■ **DATA RECORDS**:
····················
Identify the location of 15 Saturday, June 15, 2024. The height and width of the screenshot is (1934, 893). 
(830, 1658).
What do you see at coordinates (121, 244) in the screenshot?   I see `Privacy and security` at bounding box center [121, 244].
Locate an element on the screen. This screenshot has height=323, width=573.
····················
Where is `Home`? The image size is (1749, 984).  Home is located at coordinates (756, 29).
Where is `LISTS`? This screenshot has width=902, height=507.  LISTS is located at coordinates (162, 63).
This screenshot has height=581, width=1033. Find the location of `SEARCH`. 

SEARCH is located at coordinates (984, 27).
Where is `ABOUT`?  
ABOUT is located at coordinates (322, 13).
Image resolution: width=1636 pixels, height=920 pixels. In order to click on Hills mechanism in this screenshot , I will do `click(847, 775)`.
····················
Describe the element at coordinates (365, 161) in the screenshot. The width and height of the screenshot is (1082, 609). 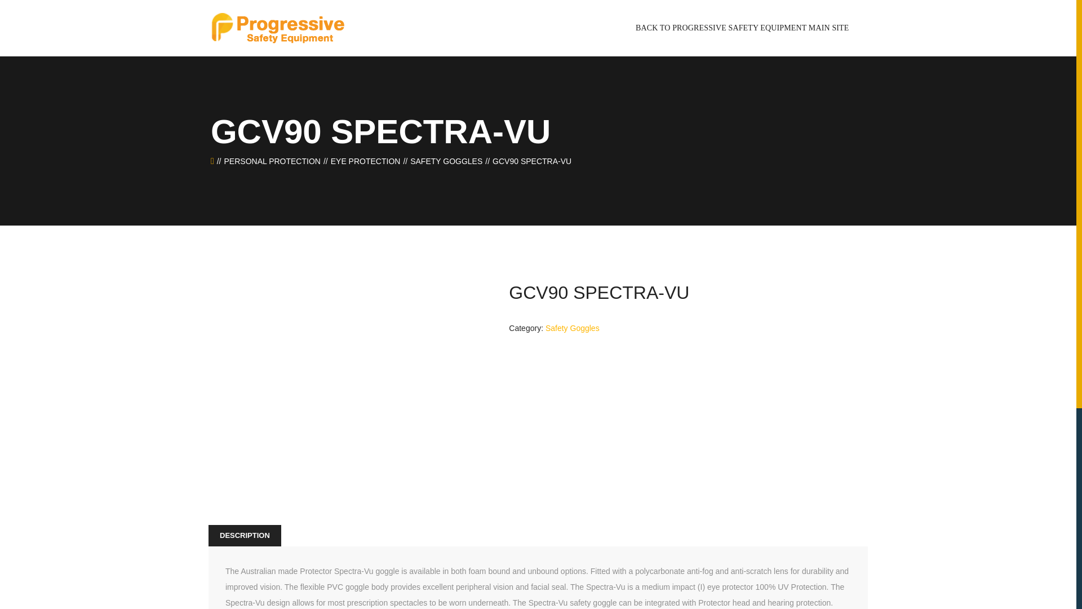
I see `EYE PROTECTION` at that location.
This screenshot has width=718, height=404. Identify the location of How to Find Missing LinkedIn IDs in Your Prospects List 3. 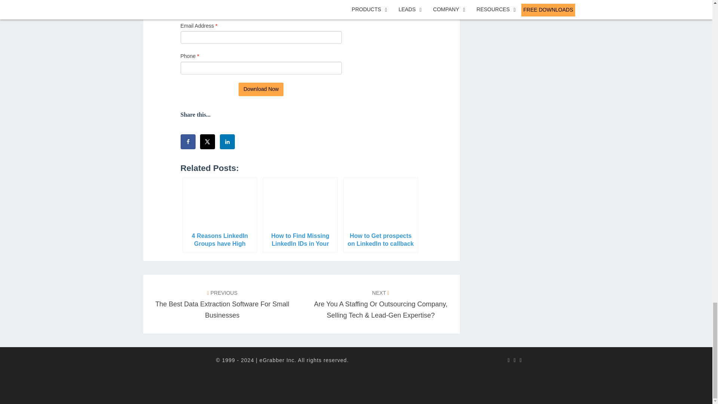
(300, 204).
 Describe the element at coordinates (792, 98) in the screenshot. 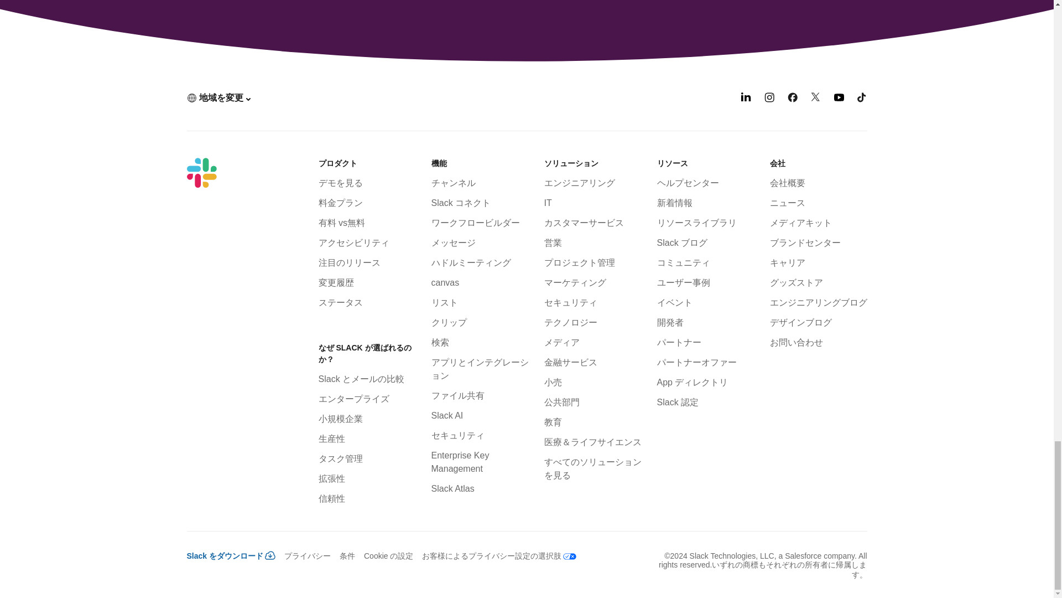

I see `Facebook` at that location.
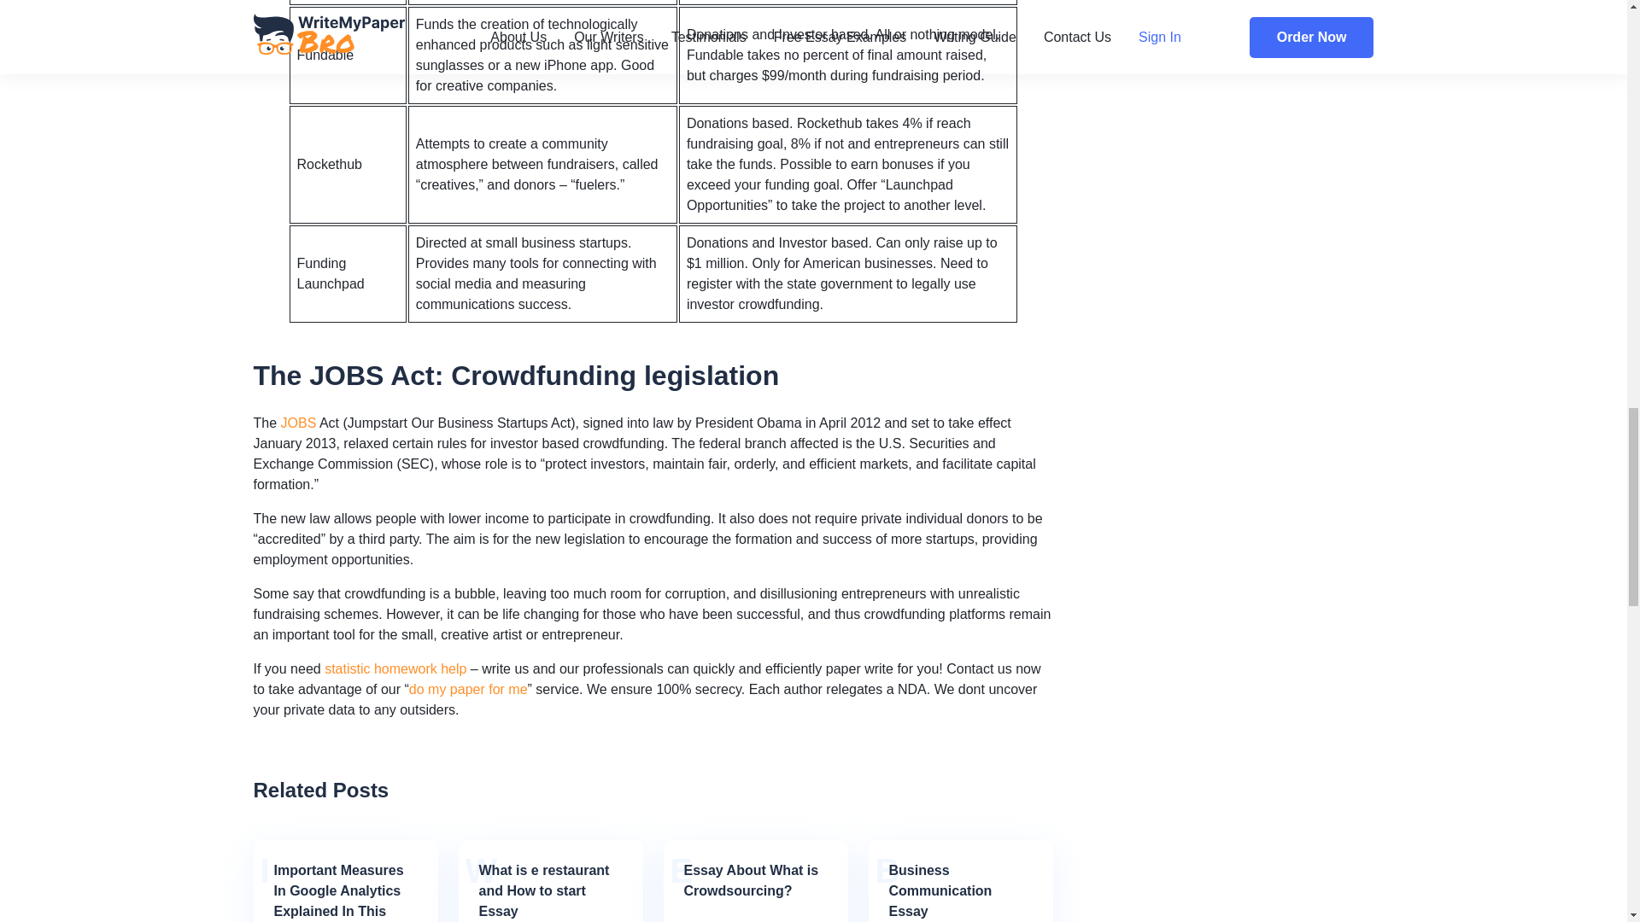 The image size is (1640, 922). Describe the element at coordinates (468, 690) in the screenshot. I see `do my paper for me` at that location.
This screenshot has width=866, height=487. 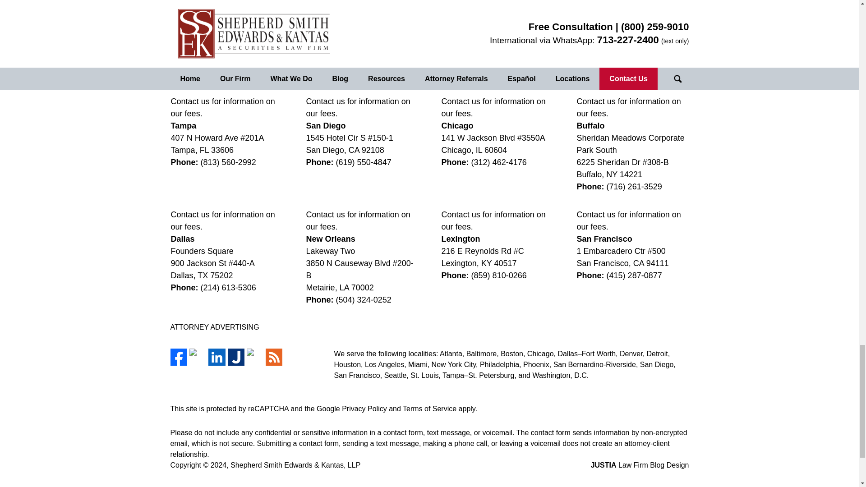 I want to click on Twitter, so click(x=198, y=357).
····················
From the entries above, give again exactly the lines running from the line with "Identify the location of 15" to the line with "Locate an element"; include both of those lines.

■ **RESPONSE AREA**:
Identify the location of 15 Saturday, June 15, 2024. The height and width of the screenshot is (1934, 893). 
(830, 1658).
What do you see at coordinates (121, 244) in the screenshot?   I see `Privacy and security` at bounding box center [121, 244].
Locate an element on the screen. This screenshot has height=323, width=573.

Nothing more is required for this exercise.